Modern dance, Negro dance : race in motion / Susan Manning.
Material type: TextPublisher: Minneapolis : University of Minnesota Press, [2004]Copyright date: ©2004Description: xxvi, 291 pages : illustrations ; 26 cmContent type:- text
- unmediated
- volume
- 0816637369
- 9780816637362
- 0816637377
- 9780816637379
- 792.808996073 22
- GV1627.7.A34 M36 2004
Item type | Current library | Call number | Copy number | Status | Date due | Barcode | |
---|---|---|---|---|---|---|---|
Book | City Campus City Campus Main Collection | 792.808996073 MAN (Browse shelf(Opens below)) | 1 | Available | A431216B |
Browsing City Campus shelves, Shelving location: City Campus Main Collection Close shelf browser (Hides shelf browser)
792.80899442 KOO Koowhiti / | 792.808996073 GLA African American dance : an illustrated history / | 792.808996073 KRA Choreographing the folk : the dance stagings of Zora Neale Hurston / | 792.808996073 MAN Modern dance, Negro dance : race in motion / | 792.809 BUS Bust a move : dance crazes through the ages / | 792.809 CAM The Cambridge companion to ballet / | 792.809 DAN Dance as a theatre art : source readings in dance history from 1581 to the present / |
Includes bibliographical references (pages 223-271) and index.
Introduction : American bodies in motion -- 1. Danced spirituals -- 2. Dancing left -- 3. In the shadow of war -- 4. Blood memories.
"Modern Dance, Negro Dance is the first book to bring together these two vibrant strains of American dance in the modern era. Susan Manning traces the paths of modern dance and Negro dance from their beginnings in the Depression to their ultimate transformations in the postwar years, from Helen Tamiris's and Ted Shawn's suites of Negro Spirituals to concerts sponsored by the Workers Dance League, from Graham's American Document to the debuts of Katherine Dunham and Pearl Primus, from Jose Limon's 1954 work The Traitor to Merce Cunningham's 1958 dances Summerspace and Antic Meet, to Ailey's 1960 masterpiece Revelations." "Through photographs and reviews, documentary film and oral history, Manning intricately and inextricably links the two historically divided traditions. The result is a unique view of American dance history across the divisions of black and white, radical and liberal, gay and straight, performer and spectator, and into the multiple, interdependent meanings of bodies in motion."--BOOK JACKET.
Machine converted from AACR2 source record.
There are no comments on this title.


**EXERCISE GOAL**
The reply should return the data in full, exactly as written.

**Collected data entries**
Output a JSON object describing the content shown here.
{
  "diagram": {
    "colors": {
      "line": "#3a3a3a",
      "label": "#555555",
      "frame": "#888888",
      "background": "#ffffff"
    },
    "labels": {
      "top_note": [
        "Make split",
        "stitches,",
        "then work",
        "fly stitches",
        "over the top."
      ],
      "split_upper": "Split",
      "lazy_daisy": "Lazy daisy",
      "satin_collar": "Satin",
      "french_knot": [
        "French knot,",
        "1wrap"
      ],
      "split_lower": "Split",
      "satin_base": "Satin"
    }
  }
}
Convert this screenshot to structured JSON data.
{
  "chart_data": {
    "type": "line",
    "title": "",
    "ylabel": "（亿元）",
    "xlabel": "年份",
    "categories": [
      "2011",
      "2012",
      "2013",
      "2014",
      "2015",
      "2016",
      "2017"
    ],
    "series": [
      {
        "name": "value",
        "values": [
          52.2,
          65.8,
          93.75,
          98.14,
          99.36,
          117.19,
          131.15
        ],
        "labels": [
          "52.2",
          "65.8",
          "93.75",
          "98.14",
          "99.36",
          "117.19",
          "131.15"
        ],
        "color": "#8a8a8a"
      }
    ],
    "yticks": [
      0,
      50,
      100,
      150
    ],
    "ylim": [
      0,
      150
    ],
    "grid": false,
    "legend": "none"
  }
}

**TASK ANSWER**
Output a JSON object describing the content shown here.
{
  "diagram": {
    "colors": {
      "line": "#3a3a3a",
      "label": "#555555",
      "frame": "#888888",
      "background": "#ffffff"
    },
    "labels": {
      "top_note": [
        "Make split",
        "stitches,",
        "then work",
        "fly stitches",
        "over the top."
      ],
      "split_upper": "Split",
      "lazy_daisy": "Lazy daisy",
      "satin_collar": "Satin",
      "french_knot": [
        "French knot,",
        "1wrap"
      ],
      "split_lower": "Split",
      "satin_base": "Satin"
    }
  }
}
Convert this screenshot to structured JSON data.
{
  "chart_data": {
    "type": "line",
    "title": "",
    "ylabel": "（亿元）",
    "xlabel": "年份",
    "categories": [
      "2011",
      "2012",
      "2013",
      "2014",
      "2015",
      "2016",
      "2017"
    ],
    "series": [
      {
        "name": "value",
        "values": [
          52.2,
          65.8,
          93.75,
          98.14,
          99.36,
          117.19,
          131.15
        ],
        "labels": [
          "52.2",
          "65.8",
          "93.75",
          "98.14",
          "99.36",
          "117.19",
          "131.15"
        ],
        "color": "#8a8a8a"
      }
    ],
    "yticks": [
      0,
      50,
      100,
      150
    ],
    "ylim": [
      0,
      150
    ],
    "grid": false,
    "legend": "none"
  }
}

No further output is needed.